Lanarkshire kitchen company boss jailed for his part in £10m cocaine smuggling operation

The managing director of a kitchen company has been jailed for more than six years for his part in a £10 million cocaine smuggling operation.

David Mullarkey was one of four men sentenced to a total of 22 year after cops uncovered a large quantity of the drug when they raided the premises of DM Kitchens in Hillington, Renfrewshire.

The high-purity class-A drug had been stowed in an HGV that was meant to be carrying Belgian waffles in June 2019.

Mullarkey, of Fourth Avenue in Stepps, was caught red-handed along with James Davidson, 58, of Yoker in Glasgow, and cousins Ellis Hardy, 42, and Wayne Smith, 39, both from Mitcham in Surrey.

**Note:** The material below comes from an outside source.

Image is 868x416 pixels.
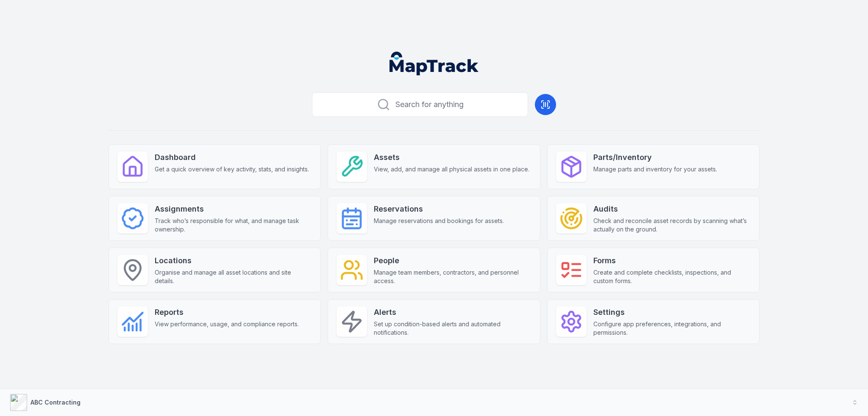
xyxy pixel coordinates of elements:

The High Court in Edinburgh heard that the organised crime gang were preparing to move the cocaine consignment, which had a purity of up to 84 per cent, to a modified van with a concealed compartment when police foiled them.

Hardy was being closely watched by police and was seen in the Transit van along with Smith the day before the drugs were recovered on June 22.

Davidson had driven the drugs, which were up to 84 per cent pure, to the Hillington kitchens showroom in the HGV.

Police at the scene of the raid in Hillington, near Glasgow (Spindrift)

Cops etimated that the if mixed with cutting agents and sold in street deals the cocaine would be worth around £9.96m.

All four had already entered guilty pleas to facilitating the transportation and distribution of the drug.

Lord Boyd of Duncansby said there had been a significant amount of planning.

Passing sentence, he said: “Serious organised crime poses a threat to us all.

"The trafficking of Class A drugs is a particular scourge to our society.”

Forty-seven-year-old Mullarkey's defence counsel told the court in mitigation that his client had been in serious financial difficulties due to his kitchen business and thought the consignment contained designer clothing, rather than drugs.

The court was also told that Davidson was shocked to hear of the valuation placed on the consignment.

And that he was assessed as posing a low likelihood of further offending and was of no risk to the public.

Judge Lord Boyd sentenced Mullarkey and Davidson to six years and three months each for their roles in the operation. Hardy was imprisoned for five years while Smith was handed down a four-and-a-half year jail term.